C requires a lot of plumbing code. EG a . in C++/VB6 is lines of code in C as it has no knowledge of COM. But to write C one has to choose to use C++ or C# and restrict oneself from using the inbuilt features and then duplicate the same features with lots of lines of code. There is plenty of 20 year old source code on the internet showing how.
VBScript is an Active Scripting language. See https://en.wikipedia.org/wiki/Active_Scripting. This allows COM programming languages to add VBS/JS macros to their programs.
Active Scripting allows you to add a macro language to your program.
You can of course implement IActiveScripting and there is plenty of C code for that on the internet.
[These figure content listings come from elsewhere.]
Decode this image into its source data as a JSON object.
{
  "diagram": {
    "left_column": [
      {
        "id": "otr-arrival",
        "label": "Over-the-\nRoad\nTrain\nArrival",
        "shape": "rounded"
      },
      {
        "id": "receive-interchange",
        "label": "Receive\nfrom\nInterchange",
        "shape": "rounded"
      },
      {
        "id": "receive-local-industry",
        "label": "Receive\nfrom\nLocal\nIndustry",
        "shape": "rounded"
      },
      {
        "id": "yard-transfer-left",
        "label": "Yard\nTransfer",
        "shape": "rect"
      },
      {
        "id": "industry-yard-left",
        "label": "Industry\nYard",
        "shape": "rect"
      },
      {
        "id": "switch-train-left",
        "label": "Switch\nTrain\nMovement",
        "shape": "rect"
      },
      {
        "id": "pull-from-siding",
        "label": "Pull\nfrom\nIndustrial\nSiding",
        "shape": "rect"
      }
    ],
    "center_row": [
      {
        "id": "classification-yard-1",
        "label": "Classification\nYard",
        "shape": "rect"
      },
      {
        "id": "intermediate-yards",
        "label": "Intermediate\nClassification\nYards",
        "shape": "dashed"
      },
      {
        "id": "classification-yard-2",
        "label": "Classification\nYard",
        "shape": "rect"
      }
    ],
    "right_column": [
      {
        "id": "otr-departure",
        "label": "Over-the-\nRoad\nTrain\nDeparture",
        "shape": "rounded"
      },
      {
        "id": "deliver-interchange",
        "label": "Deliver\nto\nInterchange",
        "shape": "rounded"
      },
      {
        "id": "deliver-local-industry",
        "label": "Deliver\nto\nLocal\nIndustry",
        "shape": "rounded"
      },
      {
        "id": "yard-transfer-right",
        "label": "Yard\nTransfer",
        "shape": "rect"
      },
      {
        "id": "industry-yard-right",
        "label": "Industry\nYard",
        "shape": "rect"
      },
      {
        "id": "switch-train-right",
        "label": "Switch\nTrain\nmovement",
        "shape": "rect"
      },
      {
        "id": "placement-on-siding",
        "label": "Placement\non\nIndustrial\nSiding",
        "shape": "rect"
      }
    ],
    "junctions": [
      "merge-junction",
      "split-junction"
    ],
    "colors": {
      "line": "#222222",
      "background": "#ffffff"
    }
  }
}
For 32 bit programs only there is a MSScript.ocx control that implements IActiveScript and related interfaces in an easy control.
The VBScript code is (I'm not a C programmer - but in C# and C++ [but not C] it is just as easy as VBScript) as they both do COM easily.
set ScriptControl1 = wscript.createObject("MSScriptControl.ScriptControl",SC)
With ScriptControl1
.Language = "VBScript"
.UseSafeSubset = False
.AllowUI = True
.AddCode Script
End With
The documentation was in System32 as msscript.chm but is no longer present in Win 10.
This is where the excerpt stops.